Last week, during the local council elections held in most places and the mayoral contest in the capital, it wasn’t quite aggression that was abroad, more a chippy resignation – as though the two fingers raised to the Coalition government barely had enough energy to stay in the air. In London, there was talk of a protest vote that would reflect the electorate’s disillusion with both would-be mayoral front-runners: the floppy-haired toff incumbent, Boris Johnson, whose bumbling demeanour surely masks a strain of clubbable ruthlessness; and Ken Livingstone, in whom a residual distrust seemed to gather pace exponentially. (“Tell the truth,” said someone to me, when I advanced this point of view. “Boris looks like a fucking rock star.” Not quite, but I knew what he meant.) All they appeared to do was squabble furiously with one another, allowing a tiny vacuum into which an independent candidate named Siobhan Benita, a former civil servant, briefly inserted herself. I voted for her, actually, because I couldn’t bear to vote Conservative and I couldn’t bear to vote for Ken, which caused another friend to remark: “You know her slogan’s ‘A mum for London,’ don’t you?” I didn’t, and chided myself accordingly.

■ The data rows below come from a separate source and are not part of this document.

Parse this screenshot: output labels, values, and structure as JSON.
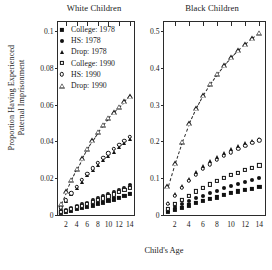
{
  "figure": {
    "xlabel": "Child's Age",
    "ylabel_line1": "Proportion Having Experienced",
    "ylabel_line2": "Paternal Imprisonment"
  },
  "legend": {
    "items": [
      {
        "label": "College: 1978",
        "marker": "filled-square"
      },
      {
        "label": "HS: 1978",
        "marker": "filled-circle"
      },
      {
        "label": "Drop: 1978",
        "marker": "filled-triangle"
      },
      {
        "label": "College: 1990",
        "marker": "open-square"
      },
      {
        "label": "HS: 1990",
        "marker": "open-circle"
      },
      {
        "label": "Drop: 1990",
        "marker": "open-triangle"
      }
    ]
  },
  "chart_data": [
    {
      "type": "scatter",
      "title": "White Children",
      "xlabel": "Child's Age",
      "ylabel": "Proportion Having Experienced Paternal Imprisonment",
      "xlim": [
        0.5,
        14.8
      ],
      "ylim": [
        0,
        0.105
      ],
      "xticks": [
        2,
        4,
        6,
        8,
        10,
        12,
        14
      ],
      "yticks": [
        0,
        0.02,
        0.04,
        0.06,
        0.08,
        0.1
      ],
      "ytick_labels": [
        "0",
        "0.02",
        "0.04",
        "0.06",
        "0.08",
        "0.1"
      ],
      "grid": false,
      "legend_position": "top-left",
      "x": [
        1,
        2,
        3,
        4,
        5,
        6,
        7,
        8,
        9,
        10,
        11,
        12,
        13,
        14
      ],
      "series": [
        {
          "name": "College: 1978",
          "marker": "filled-square",
          "values": [
            0.0012,
            0.0018,
            0.0025,
            0.0031,
            0.0038,
            0.0045,
            0.0052,
            0.006,
            0.0068,
            0.0076,
            0.0085,
            0.0094,
            0.0104,
            0.0115
          ]
        },
        {
          "name": "HS: 1978",
          "marker": "filled-circle",
          "values": [
            0.0018,
            0.0028,
            0.0038,
            0.0048,
            0.0058,
            0.0068,
            0.0079,
            0.009,
            0.0101,
            0.0112,
            0.0124,
            0.0136,
            0.0149,
            0.0162
          ]
        },
        {
          "name": "Drop: 1978",
          "marker": "filled-triangle",
          "values": [
            0.004,
            0.0075,
            0.0112,
            0.0148,
            0.0182,
            0.0215,
            0.0245,
            0.0272,
            0.0298,
            0.0322,
            0.0345,
            0.0368,
            0.039,
            0.0412
          ]
        },
        {
          "name": "College: 1990",
          "marker": "open-square",
          "values": [
            0.0016,
            0.0024,
            0.0033,
            0.0042,
            0.0051,
            0.006,
            0.007,
            0.008,
            0.009,
            0.0101,
            0.0112,
            0.0124,
            0.0136,
            0.0149
          ]
        },
        {
          "name": "HS: 1990",
          "marker": "open-circle",
          "values": [
            0.0042,
            0.008,
            0.0118,
            0.0155,
            0.019,
            0.0223,
            0.0254,
            0.0283,
            0.031,
            0.0335,
            0.0359,
            0.0382,
            0.0404,
            0.0426
          ]
        },
        {
          "name": "Drop: 1990",
          "marker": "open-triangle",
          "values": [
            0.0062,
            0.0128,
            0.0192,
            0.0252,
            0.0308,
            0.036,
            0.0408,
            0.0452,
            0.0492,
            0.0528,
            0.056,
            0.059,
            0.0618,
            0.0645
          ]
        }
      ]
    },
    {
      "type": "scatter",
      "title": "Black Children",
      "xlabel": "Child's Age",
      "ylabel": "Proportion Having Experienced Paternal Imprisonment",
      "xlim": [
        0.5,
        14.8
      ],
      "ylim": [
        0,
        0.525
      ],
      "xticks": [
        2,
        4,
        6,
        8,
        10,
        12,
        14
      ],
      "yticks": [
        0,
        0.1,
        0.2,
        0.3,
        0.4,
        0.5
      ],
      "ytick_labels": [
        "0",
        "0.1",
        "0.2",
        "0.3",
        "0.4",
        "0.5"
      ],
      "grid": false,
      "legend_position": "none",
      "x": [
        1,
        2,
        3,
        4,
        5,
        6,
        7,
        8,
        9,
        10,
        11,
        12,
        13,
        14
      ],
      "series": [
        {
          "name": "College: 1978",
          "marker": "filled-square",
          "values": [
            0.008,
            0.014,
            0.02,
            0.026,
            0.032,
            0.038,
            0.043,
            0.048,
            0.054,
            0.059,
            0.064,
            0.068,
            0.072,
            0.076
          ]
        },
        {
          "name": "HS: 1978",
          "marker": "filled-circle",
          "values": [
            0.012,
            0.021,
            0.029,
            0.037,
            0.045,
            0.052,
            0.059,
            0.066,
            0.073,
            0.079,
            0.085,
            0.091,
            0.096,
            0.101
          ]
        },
        {
          "name": "Drop: 1978",
          "marker": "filled-triangle",
          "values": [
            0.032,
            0.056,
            0.078,
            0.098,
            0.116,
            0.132,
            0.146,
            0.158,
            0.169,
            0.179,
            0.188,
            0.195,
            0.201,
            0.207
          ]
        },
        {
          "name": "College: 1990",
          "marker": "open-square",
          "values": [
            0.017,
            0.03,
            0.042,
            0.053,
            0.064,
            0.074,
            0.083,
            0.092,
            0.1,
            0.108,
            0.115,
            0.122,
            0.129,
            0.135
          ]
        },
        {
          "name": "HS: 1990",
          "marker": "open-circle",
          "values": [
            0.03,
            0.053,
            0.074,
            0.093,
            0.11,
            0.125,
            0.138,
            0.15,
            0.161,
            0.171,
            0.18,
            0.188,
            0.196,
            0.203
          ]
        },
        {
          "name": "Drop: 1990",
          "marker": "open-triangle",
          "values": [
            0.078,
            0.141,
            0.199,
            0.249,
            0.29,
            0.326,
            0.357,
            0.384,
            0.408,
            0.429,
            0.448,
            0.465,
            0.481,
            0.496
          ]
        }
      ]
    }
  ]
}
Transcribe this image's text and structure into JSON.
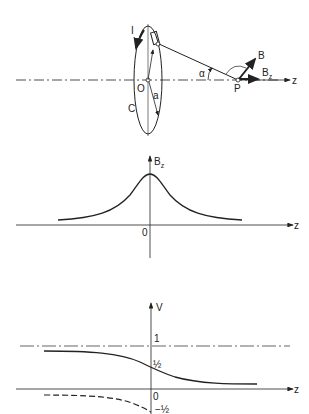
{
  "figure": {
    "panel_top": {
      "labels": {
        "current": "I",
        "origin": "O",
        "loop": "C",
        "radius": "a",
        "angle": "α",
        "point": "P",
        "field": "B",
        "field_axial": "B",
        "field_axial_sub": "z",
        "axis": "z"
      }
    },
    "panel_middle": {
      "labels": {
        "ylabel": "B",
        "ylabel_sub": "z",
        "origin": "0",
        "axis": "z"
      }
    },
    "panel_bottom": {
      "labels": {
        "ylabel": "V",
        "tick_one": "1",
        "tick_half": "½",
        "origin": "0",
        "tick_neg_half": "−½",
        "axis": "z"
      }
    },
    "colors": {
      "ink": "#222222",
      "background": "#ffffff"
    }
  }
}
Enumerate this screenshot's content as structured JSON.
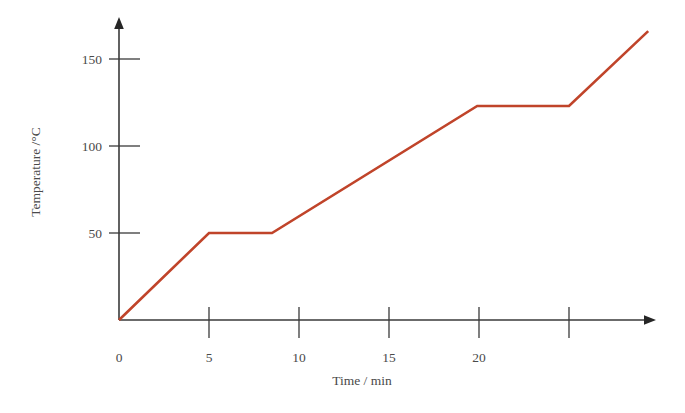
{
  "chart_data": {
    "type": "line",
    "title": "",
    "subtitle": "",
    "xlabel": "Time / min",
    "ylabel": "Temperature /°C",
    "xlim": [
      0,
      29.8
    ],
    "ylim": [
      0,
      173
    ],
    "grid": false,
    "legend": null,
    "xticks": [
      0,
      5,
      10,
      15,
      20,
      25
    ],
    "xtick_labels": [
      "0",
      "5",
      "10",
      "15",
      "20",
      ""
    ],
    "yticks": [
      50,
      100,
      150
    ],
    "ytick_labels": [
      "50",
      "100",
      "150"
    ],
    "series": [
      {
        "name": "heating curve",
        "color": "#c0442a",
        "x": [
          0,
          5.0,
          8.5,
          19.9,
          25.0,
          29.4
        ],
        "y": [
          0,
          50,
          50,
          123,
          123,
          166
        ],
        "points": [
          {
            "t": 0,
            "T": 0,
            "note": "start of heating"
          },
          {
            "t": 5.0,
            "T": 50,
            "note": "first plateau begins"
          },
          {
            "t": 8.5,
            "T": 50,
            "note": "first plateau ends"
          },
          {
            "t": 19.9,
            "T": 123,
            "note": "second plateau begins"
          },
          {
            "t": 25.0,
            "T": 123,
            "note": "second plateau ends"
          },
          {
            "t": 29.4,
            "T": 166,
            "note": "end of trace"
          }
        ]
      }
    ],
    "axis_style": {
      "arrow_ends": true,
      "ticks_cross_axis": true,
      "axis_color": "#3a3a3a",
      "line_color": "#c0442a",
      "background": "#ffffff"
    }
  }
}
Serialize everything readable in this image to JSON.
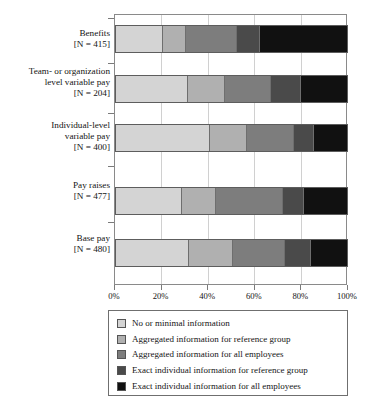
{
  "chart_data": {
    "type": "bar",
    "orientation": "horizontal",
    "stacked": true,
    "normalized": true,
    "title": "",
    "xlabel": "",
    "ylabel": "",
    "xlim": [
      0,
      100
    ],
    "xticks": [
      0,
      20,
      40,
      60,
      80,
      100
    ],
    "xticklabels": [
      "0%",
      "20%",
      "40%",
      "60%",
      "80%",
      "100%"
    ],
    "grid": true,
    "grid_axis": "x",
    "legend_position": "below",
    "categories": [
      {
        "name": "Benefits",
        "n_label": "[N = 415]",
        "n": 415
      },
      {
        "name": "Team- or organization\nlevel variable pay",
        "n_label": "[N = 204]",
        "n": 204
      },
      {
        "name": "Individual-level\nvariable pay",
        "n_label": "[N = 400]",
        "n": 400
      },
      {
        "name": "Pay raises",
        "n_label": "[N = 477]",
        "n": 477
      },
      {
        "name": "Base pay",
        "n_label": "[N = 480]",
        "n": 480
      }
    ],
    "series": [
      {
        "name": "No or minimal information",
        "color": "#d4d4d4",
        "values": [
          20.5,
          31.0,
          40.5,
          28.5,
          31.5
        ]
      },
      {
        "name": "Aggregated information for reference group",
        "color": "#b0b0b0",
        "values": [
          10.0,
          16.0,
          16.0,
          15.0,
          19.0
        ]
      },
      {
        "name": "Aggregated information for all employees",
        "color": "#7d7d7d",
        "values": [
          22.0,
          20.0,
          20.5,
          29.0,
          22.5
        ]
      },
      {
        "name": "Exact individual information for reference group",
        "color": "#4a4a4a",
        "values": [
          10.0,
          13.0,
          8.5,
          9.0,
          11.5
        ]
      },
      {
        "name": "Exact individual information for all employees",
        "color": "#111111",
        "values": [
          37.5,
          20.0,
          14.5,
          18.5,
          15.5
        ]
      }
    ]
  },
  "legend": {
    "items": [
      {
        "label": "No or minimal information",
        "color": "#d4d4d4"
      },
      {
        "label": "Aggregated information for reference group",
        "color": "#b0b0b0"
      },
      {
        "label": "Aggregated information for all employees",
        "color": "#7d7d7d"
      },
      {
        "label": "Exact individual information for reference group",
        "color": "#4a4a4a"
      },
      {
        "label": "Exact individual information for all employees",
        "color": "#111111"
      }
    ]
  }
}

The contest was closer than anyone had anticipated, and its result took a long time to emerge because, in one far-flung borough, a couple of ballot boxes had been overlooked and in another there had been a power-cut and the sprinklers had gone off. As we waited, pundits jockeyed to fill the dead air with insight and filled it instead with vacuity. At a low point, someone or other compared Ken or Boris and probably both to Marmite, the salty, viscous brown spread that, according to its most successful advertising campaign, you either love or hate. It would no doubt be over-reading the signifiers to suggest that, in that moment, England revealed itself by likening a political contest to tea-time in the nursery; by reducing an ideological dilemma to a question of toast. A stretch too far, indeed, to wonder if we might quite happily pass a summer grumbling about the weather and the powerlessness of our masters to improve it.